A Collision-Free Sway Damping Model Predictive Controller for Safe and Reactive Forestry Crane Navigation
Forestry cranes operate in dynamic, unstructured outdoor environments where simultaneous collision avoidance and payload sway control are critical for safe navigation. Existing approaches address these challenges separately, either focusing on sway damping with predefined collision-free paths or performing collision avoidance only at the global planning level. We present the first collision-free, sway-damping model predictive controller (MPC) for a forestry crane that unifies both objectives in a single control framework. Our approach integrates LiDAR-based environment mapping directly into the MPC using online Euclidean distance fields (EDF), enabling real-time environmental adaptation. The controller simultaneously enforces collision constraints while damping payload sway, allowing it to (i) replan upon quasi-static environmental changes, (ii) maintain collision-free operation under disturbances, and (iii) provide safe stopping when no bypass exists. Experimental validation on a real forestry crane demonstrates effective sway damping and successful obstacle avoidance. A video can be found at https://youtu.be/tEXDoeLLTxA.
💡 Research Summary
The paper presents a novel Model Predictive Control (MPC) framework that simultaneously guarantees collision avoidance and payload sway damping for a forestry crane operating in dynamic, unstructured outdoor environments. Unlike prior work that treats these two challenges separately—either assuming pre‑computed collision‑free paths for sway control or handling collision avoidance only at a global planning level—the authors embed both objectives directly into a single optimization problem.
The system architecture consists of three modules. The perception module processes LiDAR point clouds, filters out points belonging to the crane itself, builds an OctoMap occupancy grid, and incrementally updates a voxelized Euclidean Distance Field (EDF) using the FIESTA‑EDF algorithm. This EDF provides a continuous signed‑distance measure to the nearest obstacle for any point in space. The global planner, based on the PFRC‑VP‑STO planner from previous work, generates a reference trajectory for the actuated joints (a cubic spline) while respecting hydraulic pump flow constraints, but it does not model the passive pendulum dynamics. The local planner is the core contribution: a collision‑free, sway‑damping MPC that receives the reference trajectory, the EDF map, and the current joint states.
The crane model comprises seven degrees of freedom: five actuated joints and two passive pendulum joints. The pendulum dynamics are expressed by a full nonlinear equation involving the mass matrix, Coriolis terms, and gravity. For the hydraulic actuators, a second‑order velocity model is adopted (instead of the commonly used first‑order model) to reduce oscillations in joint velocities. A pump flow rate constraint Q≤Q_max is also enforced.
In the MPC formulation, the decision variables include the state trajectory, control inputs, and a time‑progress variable τ together with its rate ˙τ. Introducing τ allows the controller to gracefully stop when no feasible collision‑free maneuver exists. The cost function combines five terms: tracking error of the actuated joints to the global reference, a damping term penalizing pendulum angular velocity, velocity and acceleration regularization for the actuated joints, and a progress term encouraging τ to advance at unit speed. Collision avoidance is enforced by approximating each relevant link (boom, arm, gripper) with a set of spheres; for each link the signed distance is defined as the minimum EDF value minus the sphere radius, yielding three inequality constraints. Violations are penalized with a quadratic barrier function parameterized by a safety margin ε and weight µ=10ε, ensuring a constant per‑step penalty.
The MPC runs at 10 Hz on a separate compute node, with a fixed 70 ms solver time budget, guaranteeing deterministic execution. A prediction horizon of N=40 (≈4 s) was selected as a trade‑off between computational load and the ability to plan around obstacles; horizons between 30 and 80 steps were tested without stability issues. Experiments on a real forestry crane equipped with a Livox LiDAR demonstrated three key capabilities: (1) effective sway damping under external rope pulls, both in free space and near obstacles; (2) reactive replanning when unforeseen static obstacles appear, thanks to the online EDF update; and (3) inherent compensation for tracking errors, ensuring collision avoidance even when the global planner’s path is imperfect. A safety margin of at least ε=0.2 m was required for robust operation; smaller margins caused overly aggressive control and instability near obstacles.
Overall, the work delivers the first experimentally validated collision‑free sway‑damping MPC for a large‑scale underactuated hydraulic manipulator. By integrating perception, global planning, and a dynamics‑aware local MPC, the approach achieves real‑time adaptation to environmental changes while maintaining payload stability, marking a significant step toward fully autonomous forestry operations. Future directions include higher‑frequency control loops, multi‑crane coordination, and learning‑based cost tuning to further enhance performance and robustness.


## Work instructions
Leave the pictures out and reproduce, exactly, the lines from the one with "locate chair" through the end of the entries below.

## Task input
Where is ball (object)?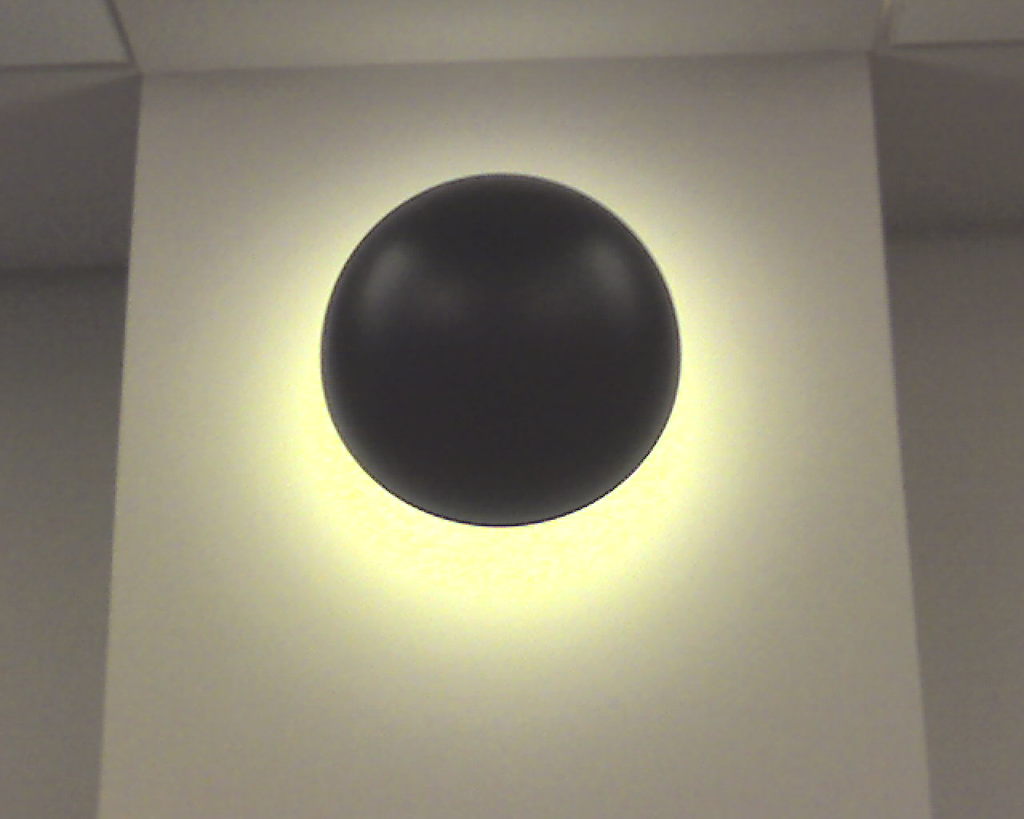
box=[318, 176, 681, 528].
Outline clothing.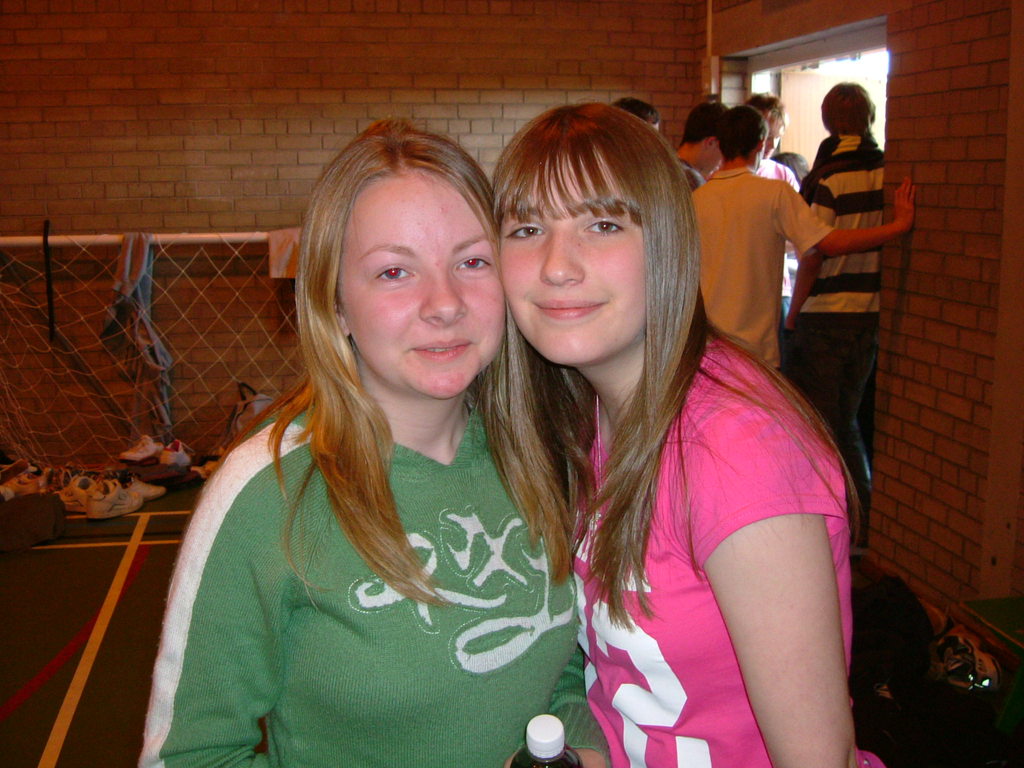
Outline: left=813, top=141, right=892, bottom=474.
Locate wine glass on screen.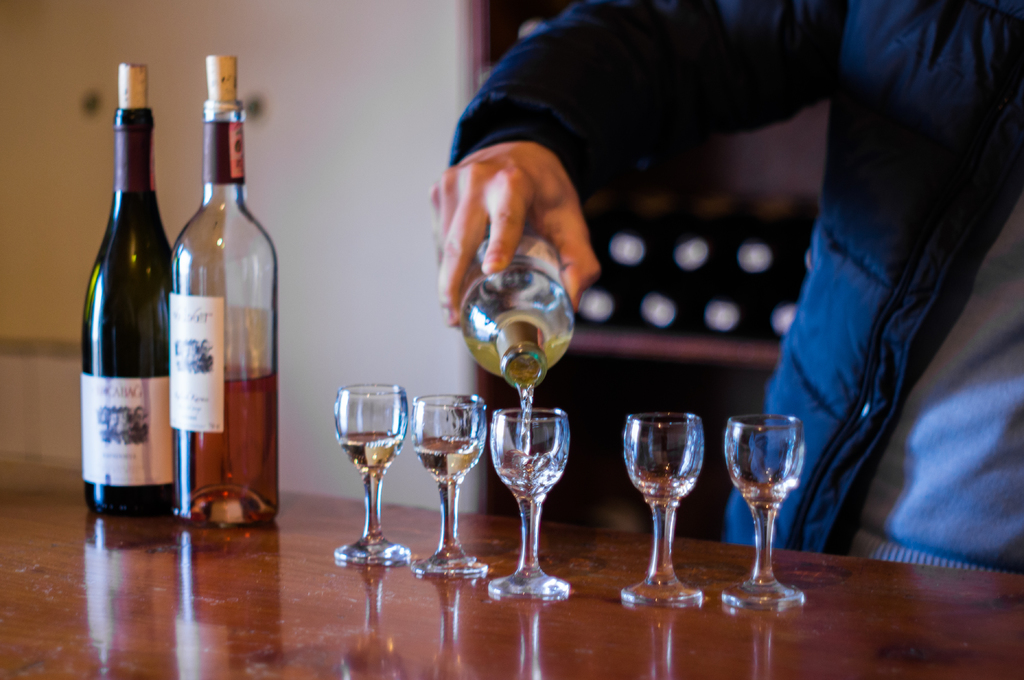
On screen at (x1=489, y1=404, x2=568, y2=597).
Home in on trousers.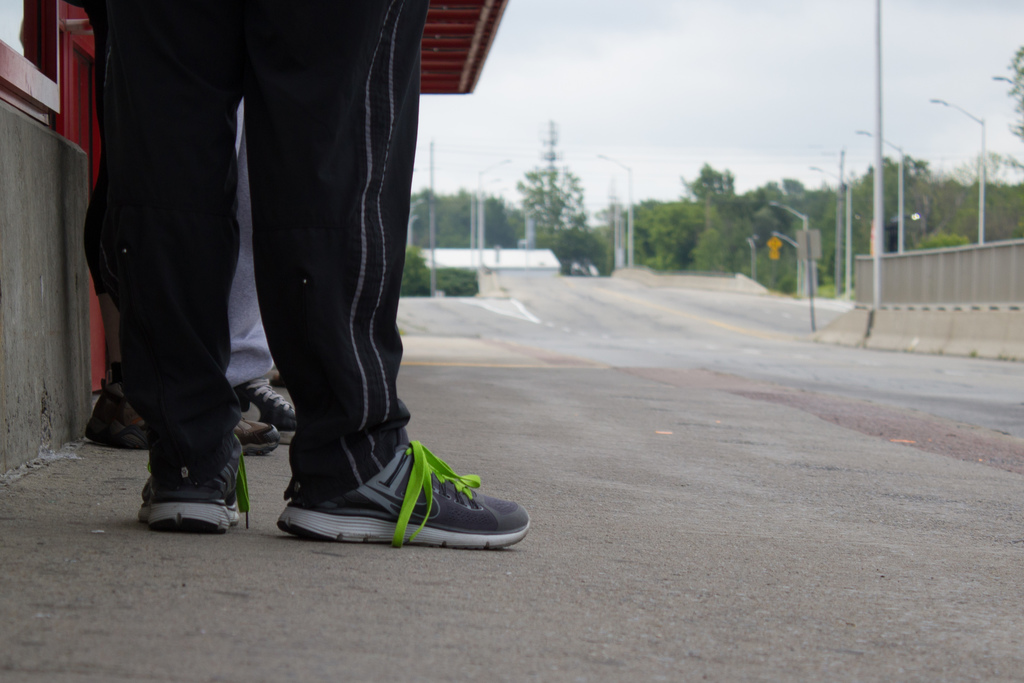
Homed in at (left=98, top=8, right=424, bottom=488).
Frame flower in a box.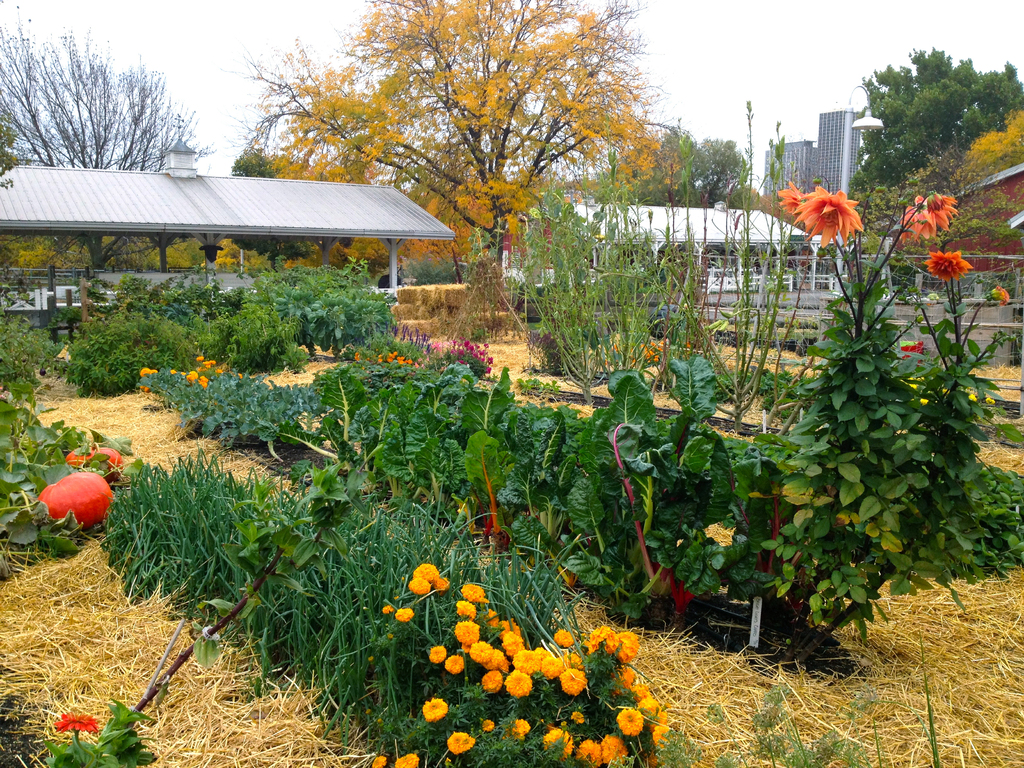
bbox(924, 248, 977, 285).
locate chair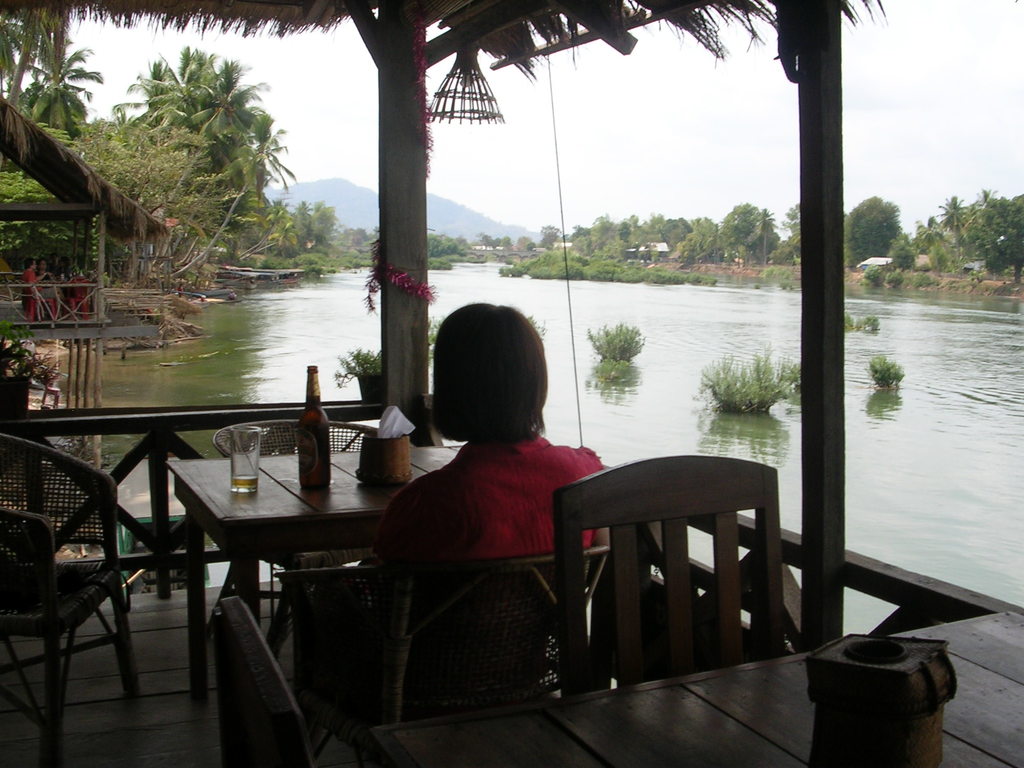
[x1=211, y1=419, x2=419, y2=664]
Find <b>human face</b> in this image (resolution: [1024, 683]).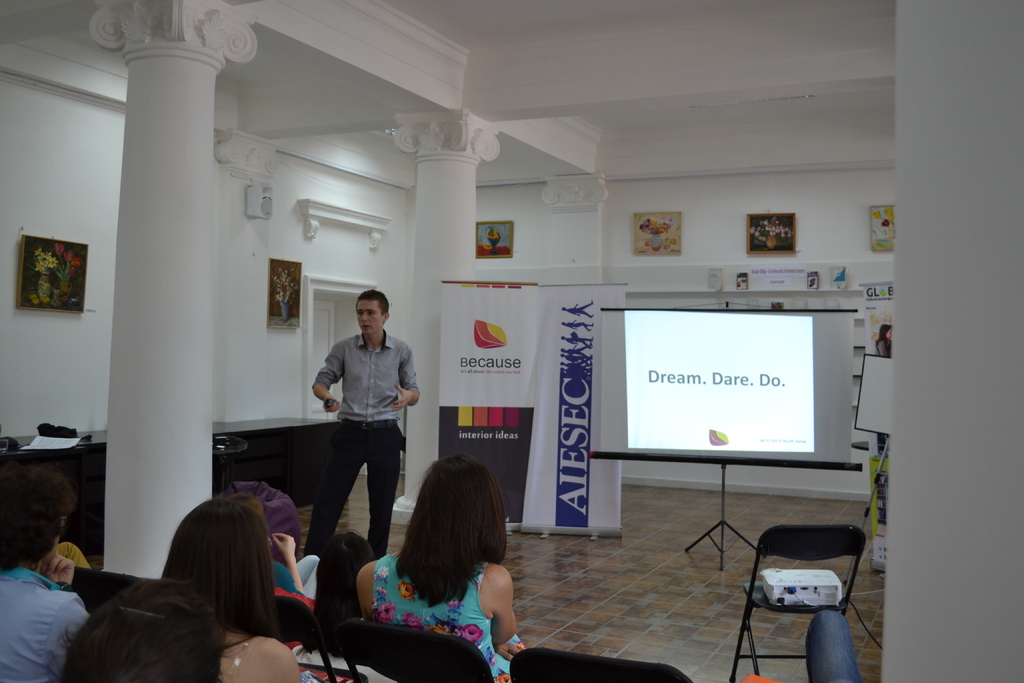
356, 299, 384, 338.
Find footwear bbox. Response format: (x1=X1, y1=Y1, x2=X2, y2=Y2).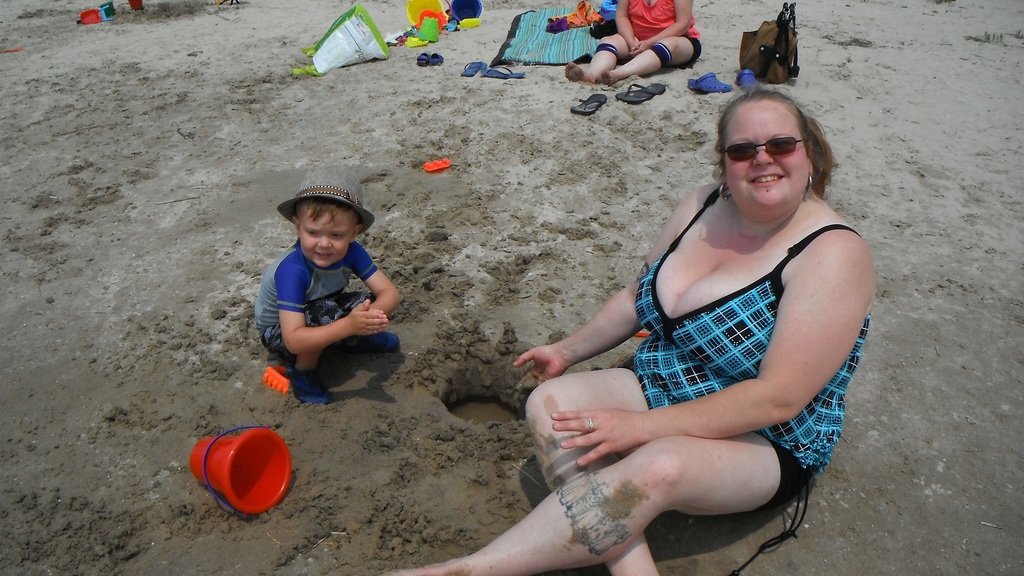
(x1=619, y1=81, x2=668, y2=100).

## Output for this exercise
locate chair
[x1=211, y1=419, x2=419, y2=664]
Find <b>human face</b> in this image (resolution: [1024, 683]).
356, 299, 384, 338.
Find footwear bbox. Response format: (x1=X1, y1=Y1, x2=X2, y2=Y2).
(x1=619, y1=81, x2=668, y2=100).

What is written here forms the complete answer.